Pro-Academic Freedom OR Anti-Racism (2)

April 21, 2011

A few days ago I wrote a post about “Pro-Academic Freedom OR Anti-Racism.”  Since then, I’ve been doing some reading of thoughtful pieces others have written about possible tensions between academic freedom (or free speech) on the one hand and efforts to eliminate racism on the other.  Most of these readings date from the 1990s when there was a substantial argument in the United States (also in Canada and the U.K.) about the wisdom of adopting hate speech codes on college campuses.

A key protagonist in initiating that debate was Charles Lawrence III (a 1965 graduate of Haverford College then a law professor at Stanford, now at University of Hawai’i/Manoa.) in an essay “If He Hollers Let Him Go: Regulating Racist Speech on Campus,” Duke Law Journal 431 (1990), pp 431-483: well worth reading but not easily available online.

In my reading, I encountered this passage from Henry Louis Gates, Jr., “Critical Race Theory and the First Amendment,” in an edited volume entitled Speaking of Race, Speaking of Sex: Hate Speech, Civil Rights and Civil Liberties (New York University Press, 1994):

I cannot put it better than Charles Lawrence himself, who writes, “I fear that by framing the debate as we have — as one in which the liberty of free speech is in conflict with the elimination of racism — we have advanced the cause of racial oppression and placed the bigot on the high moral ground, fanning the flames of racism.”  Though he does not intend it as such, I can only read this as a harsh rebuke to the hate-speech movement itself.  As the critical race theory manifesto acknowledges, “this is a debate that has deeply divided the liberal civil rights/civil liberties community”; and so it has.  It has created hostility between old and fast allies and fissured longtime coalitions.

About Doug Bennett

Doug Bennett is Emeritus President and Professor of Politics at Earlham College. He has a wife, Ellen, and two sons, Tommy (born 1984) and Robbie (born 2003).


TASK GOAL :: How many lines of these entries hold the string "address"? Answer with the number alone.

+--

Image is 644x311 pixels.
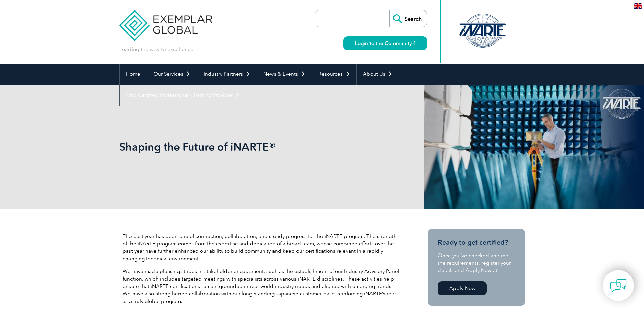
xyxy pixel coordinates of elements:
[633,3,642,9] img: en
[356,64,399,85] a: About Us
[343,36,427,50] a: Login to the Community
[119,140,379,153] h1: Shaping the Future of iNARTE®
[119,64,147,85] a: Home
[147,64,197,85] a: Our Services
[119,85,246,106] a: Find Certified Professional / Training Provider
[412,41,415,45] img: open_square.png
[610,277,627,294] img: contact-chat.png
[119,46,193,53] p: Leading the way to excellence
[123,232,400,262] p: The past year has been one of connection, collaboration, and steady progress for the iNARTE progr...
[390,10,427,27] input: Search
[438,238,515,247] h3: Ready to get certified?
[312,64,356,85] a: Resources
[123,267,400,305] p: We have made pleasing strides in stakeholder engagement, such as the establishment of our Industr...
[438,281,486,295] a: Apply Now
[197,64,256,85] a: Industry Partners
[438,252,515,274] p: Once you’ve checked and met the requirements, register your details and Apply Now at
[257,64,311,85] a: News & Events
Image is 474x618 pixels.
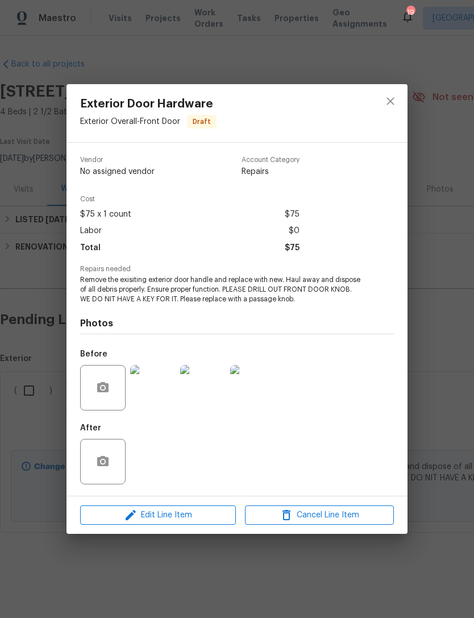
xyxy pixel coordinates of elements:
span: $75 x 1 count [80,206,131,223]
h5: After [80,424,101,432]
span: No assigned vendor [80,166,155,177]
span: Exterior Overall - Front Door [80,118,180,126]
span: Remove the exisiting exterior door handle and replace with new. Haul away and dispose of all debr... [80,275,363,304]
span: $75 [285,240,300,256]
h5: Before [80,350,107,358]
span: Repairs needed [80,266,394,273]
span: $0 [289,223,300,239]
h4: Photos [80,318,394,329]
span: Account Category [242,156,300,164]
button: close [377,88,404,115]
span: Edit Line Item [84,508,233,523]
div: 19 [407,7,415,18]
span: Repairs [242,166,300,177]
span: Total [80,240,101,256]
span: Labor [80,223,102,239]
span: Cost [80,196,300,203]
span: Cancel Line Item [248,508,391,523]
span: Exterior Door Hardware [80,98,217,110]
button: Cancel Line Item [245,505,394,525]
button: Edit Line Item [80,505,236,525]
span: Vendor [80,156,155,164]
span: $75 [285,206,300,223]
span: Draft [188,116,215,127]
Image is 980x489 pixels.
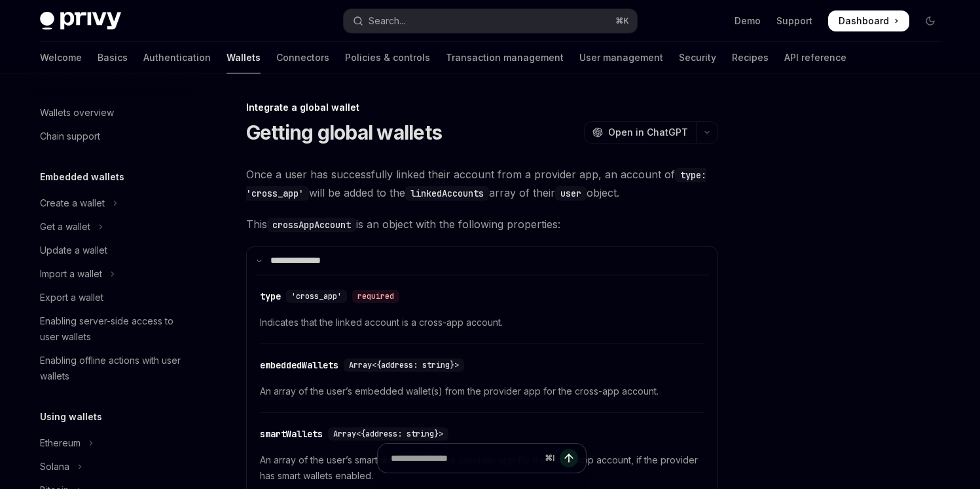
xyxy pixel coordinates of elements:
[246,120,442,144] h1: Getting global wallets
[559,449,578,467] button: Send message
[616,16,629,27] span: ⌘ K
[30,124,197,148] a: Chain support
[246,101,718,114] div: Integrate a global wallet
[40,290,103,306] div: Export a wallet
[353,290,400,303] div: required
[292,291,342,302] span: 'cross_app'
[227,42,261,73] a: Wallets
[40,195,104,211] div: Create a wallet
[40,42,82,73] a: Welcome
[40,353,189,384] div: Enabling offline actions with user wallets
[784,42,847,73] a: API reference
[260,359,339,372] div: embeddedWallets
[345,42,430,73] a: Policies & controls
[30,191,197,215] button: Toggle Create a wallet section
[40,266,102,282] div: Import a wallet
[40,128,100,144] div: Chain support
[609,126,688,139] span: Open in ChatGPT
[30,215,197,239] button: Toggle Get a wallet section
[260,384,704,399] span: An array of the user’s embedded wallet(s) from the provider app for the cross-app account.
[406,186,490,200] code: linkedAccounts
[555,186,587,200] code: user
[333,429,443,439] span: Array<{address: string}>
[246,166,718,202] span: Once a user has successfully linked their account from a provider app, an account of will be adde...
[40,219,91,235] div: Get a wallet
[40,458,69,474] div: Solana
[446,42,563,73] a: Transaction management
[40,170,124,184] h5: Embedded wallets
[98,42,128,73] a: Basics
[828,11,909,32] a: Dashboard
[40,435,81,451] div: Ethereum
[30,349,197,388] a: Enabling offline actions with user wallets
[349,360,459,371] span: Array<{address: string}>
[732,42,768,73] a: Recipes
[144,42,211,73] a: Authentication
[839,15,889,28] span: Dashboard
[246,215,718,234] span: This is an object with the following properties:
[679,42,716,73] a: Security
[277,42,329,73] a: Connectors
[391,444,540,472] input: Ask a question...
[735,15,761,28] a: Demo
[579,42,663,73] a: User management
[40,105,114,120] div: Wallets overview
[30,239,197,262] a: Update a wallet
[40,243,107,258] div: Update a wallet
[260,314,704,330] span: Indicates that the linked account is a cross-app account.
[368,13,406,29] div: Search...
[267,218,357,232] code: crossAppAccount
[40,12,121,31] img: dark logo
[260,290,281,303] div: type
[30,454,197,478] button: Toggle Solana section
[30,262,197,286] button: Toggle Import a wallet section
[584,121,696,144] button: Open in ChatGPT
[776,15,813,28] a: Support
[30,310,197,349] a: Enabling server-side access to user wallets
[30,286,197,310] a: Export a wallet
[920,11,941,32] button: Toggle dark mode
[344,9,637,33] button: Open search
[30,431,197,454] button: Toggle Ethereum section
[40,314,189,345] div: Enabling server-side access to user wallets
[30,101,197,124] a: Wallets overview
[40,409,102,425] h5: Using wallets
[260,427,323,441] div: smartWallets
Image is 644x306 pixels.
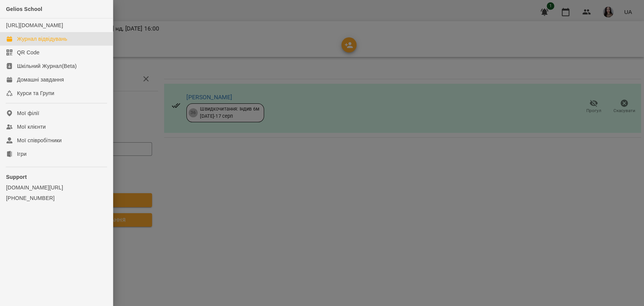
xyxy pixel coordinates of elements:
span: Gelios School [6,6,42,12]
div: Мої співробітники [17,136,62,144]
div: Мої клієнти [17,123,45,130]
a: [PHONE_NUMBER] [6,194,107,202]
div: Шкільний Журнал(Beta) [17,62,76,70]
div: Курси та Групи [17,90,54,97]
div: Домашні завдання [17,76,64,84]
div: Ігри [17,150,26,158]
div: Журнал відвідувань [17,35,67,42]
a: [URL][DOMAIN_NAME] [6,22,63,28]
p: Support [6,173,107,181]
a: [DOMAIN_NAME][URL] [6,184,107,192]
div: Мої філії [17,110,39,117]
div: QR Code [17,48,39,56]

+--

WRITTEN REPLY :: 2